If I buy CompanyX bonds, I can make more money when they pay out their dividends than if I bought Treasury Bonds. If I’m a little worried that CompanyX might not make it, I can buy a CDS to insure me. It cuts into my profit a little, but if the dividend minus the CDS payment is higher than the Treasury Bond interest, I make a little more and I’m still completely safe. (Well, 99.9%….)

How it developed

It is now 2004 or 2006– sometime later after CDSes mutate in purpose. CDSes are still unregulated, but the CDS market is a lot bigger. It’s hard to tell how much bigger, because CDSes are private trades between companies, not tracked on a regulated exchange. Some people still use CDSes for their original purpose– to make sure their bonds are insured against a company’s collapse. But there’s a new use for CDSes that promises lots of money, though it’s very risky.
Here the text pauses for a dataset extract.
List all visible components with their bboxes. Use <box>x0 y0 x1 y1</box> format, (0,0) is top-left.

The new strategy is to buy CDSes for buisnesses when you don’t own any bonds. So I’m buying “insurance” against a company’s collapse, even though I don’t own anything that company issued. Why do you do this? Well, you can make a lot of money. The following is a paraphrase of the This American Life example that really illuminates this.

I’m Joe’s Hedge Fund, worth $100 million dollars. I tell people that I’m willing to issue CDSes for CompanyX. I get lots of interested people, who say, I’ll take it. They promise to pay me $20 million a year for my insuring their $1 billion of bonds. I’m very happy– I can double my money in five years. Because there’s no exchange, no one knows how many companies I’ve promised to insure, and because there’s no government oversght, I don’t have to have the $1 billion in case of collapse.
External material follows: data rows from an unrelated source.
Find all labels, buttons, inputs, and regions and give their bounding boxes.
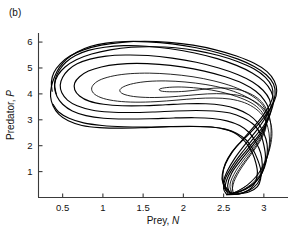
y-tick-layer: 123456 [27, 36, 42, 177]
y-tick-label: 2 [27, 140, 32, 151]
y-tick-label: 4 [27, 88, 32, 99]
trajectory-layer [50, 41, 276, 194]
x-tick-label: 2 [181, 202, 186, 213]
x-tick-label: 2.5 [217, 202, 230, 213]
x-tick-label: 1.5 [137, 202, 150, 213]
y-tick-label: 5 [27, 62, 32, 73]
figure-panel: (b) 0.511.522.53 123456 Prey, N Predator… [0, 0, 296, 232]
trajectory-loop-6 [120, 81, 272, 193]
y-tick-label: 3 [27, 114, 32, 125]
x-axis-label: Prey, N [147, 215, 180, 226]
trajectory-loop-4 [74, 63, 269, 194]
x-tick-label: 1 [100, 202, 105, 213]
phase-plane-chart: 0.511.522.53 123456 Prey, N Predator, P [0, 0, 296, 232]
y-tick-label: 1 [27, 166, 32, 177]
y-axis-label: Predator, P [5, 90, 16, 140]
x-tick-layer: 0.511.522.53 [56, 194, 266, 213]
x-tick-label: 0.5 [56, 202, 69, 213]
trajectory-outer-loop-2 [54, 46, 273, 195]
x-tick-label: 3 [261, 202, 266, 213]
y-tick-label: 6 [27, 36, 32, 47]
Why does Joe’s Hedge Fund do that?

Did you see that Joe’s Hedge Fund could double in value in just five years? As a CEO, that’s awfully tempting… look at all that growth you can report to investors. Besides CompanyX won’t go out of buisness (fingers crossed), so I’m not really at risk. [Particularly if CompanyX is perceived as “too big to fail”, implying the government will step in and keep them afloat anyway.]

Why do you buy the CDS from Joe’s fund?

For $20 million, you could get $1 billion. It’s a bet– if you’re right, you’ll make 50 times what you invested.

Sounds risky!

There are a lot of things that people did to reduce their risk. One common thing was hedging. Let’s continue the example above. Let’s say Joe’s Hedge Fund doesn’t like having a billion dollars hanging over their heads. They can buy a CDS from someone else. If they buy a $1 billion CDS for CompanyX from FredCorp for $15 million, there’s no risk left. Joe’s Hedge Fund is being paid $20 million at the risk of paying out $1 billion– but if they have to pay out the $1 billion, then FredCorp has to pay them $1 billion, which they can just pass on. See, no risk and an easy $5 million a year!
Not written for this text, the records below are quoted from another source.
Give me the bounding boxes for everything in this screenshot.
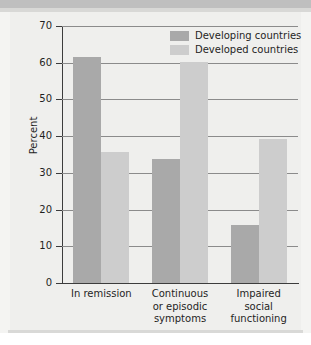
category-label-2: Continuousor episodicsymptoms [135, 288, 225, 326]
y-tick-label-0: 0 [10, 278, 52, 288]
x-axis-line [62, 283, 299, 284]
category-label-2-line-1: Continuous [135, 288, 225, 301]
bar-developing-group-3 [231, 225, 259, 283]
y-tick-label-50: 50 [10, 94, 52, 104]
category-label-3-line-3: functioning [214, 313, 304, 326]
category-label-3-line-2: social [214, 301, 304, 314]
y-tick-0 [56, 283, 62, 284]
legend-item-developed: Developed countries [170, 44, 301, 55]
y-tick-label-30: 30 [10, 168, 52, 178]
page-bottom-band [0, 333, 311, 345]
category-label-3: Impairedsocialfunctioning [214, 288, 304, 326]
plot-area [62, 26, 298, 283]
y-tick-label-40: 40 [10, 131, 52, 141]
chart-legend: Developing countries Developed countries [170, 30, 301, 58]
y-tick-label-60: 60 [10, 58, 52, 68]
legend-label-developed: Developed countries [195, 44, 298, 55]
category-label-2-line-2: or episodic [135, 301, 225, 314]
legend-swatch-developing-icon [170, 31, 189, 41]
bar-developed-group-3 [259, 139, 287, 283]
legend-label-developing: Developing countries [195, 30, 301, 41]
category-label-2-line-3: symptoms [135, 313, 225, 326]
page-top-band [0, 0, 311, 8]
y-tick-label-70: 70 [10, 21, 52, 31]
scanned-page: Percent 706050403020100 Developing count… [0, 0, 311, 345]
category-label-1-line-1: In remission [56, 288, 146, 301]
bar-developed-group-1 [101, 152, 129, 283]
bar-developed-group-2 [180, 62, 208, 283]
category-label-1: In remission [56, 288, 146, 301]
y-tick-label-20: 20 [10, 205, 52, 215]
bar-developing-group-2 [152, 159, 180, 283]
legend-item-developing: Developing countries [170, 30, 301, 41]
legend-swatch-developed-icon [170, 45, 189, 55]
y-tick-label-10: 10 [10, 241, 52, 251]
chart-figure: Percent 706050403020100 Developing count… [10, 12, 301, 330]
bar-developing-group-1 [73, 57, 101, 283]
category-label-3-line-1: Impaired [214, 288, 304, 301]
What brought it all tumbling down?

Well, remember the last paragraph of how it developed? No one knows who is insuring what CDS defaults and some people don’t have the money to pay what they’re insuring. [Remember, Joe’s Hedge Fund has only $100 million when they offer the CDS, well short of the $1 billion that they promise to pay.]

Lehman Brothers was an investment bank that has been around since 1850. It made large investments in the subprime mortgages that have been defaulting at high rates. On September 13, 2008 several companies were gathered to see if anyone wanted to buy Lehman Brothers. No one was interested in the company as a whole. The next morning they filed for bankruptcy.

By this time, the CDS market was insuring over $45 trillion dollars– in the ballpark of the world’s yearly production. One company, AIG, happened to have $400 billion of promises to pay if Lehman Brothers defaulted. They didn’t have the cash on hand, which meant that everyone depending on AIG to pay their part was now short what they needed to pay, even if they’d hedged their bets.

It sounds like it just snowballed from there. Each person’s failure to pay (even though they were insured against just this event!) rolled over onto the next person, who also couldn’t pay…

There were other problems that cropped up from Lehman’s failure, including the losses they inflicted on people who were loaning them a day’s funds on the commercial paper market.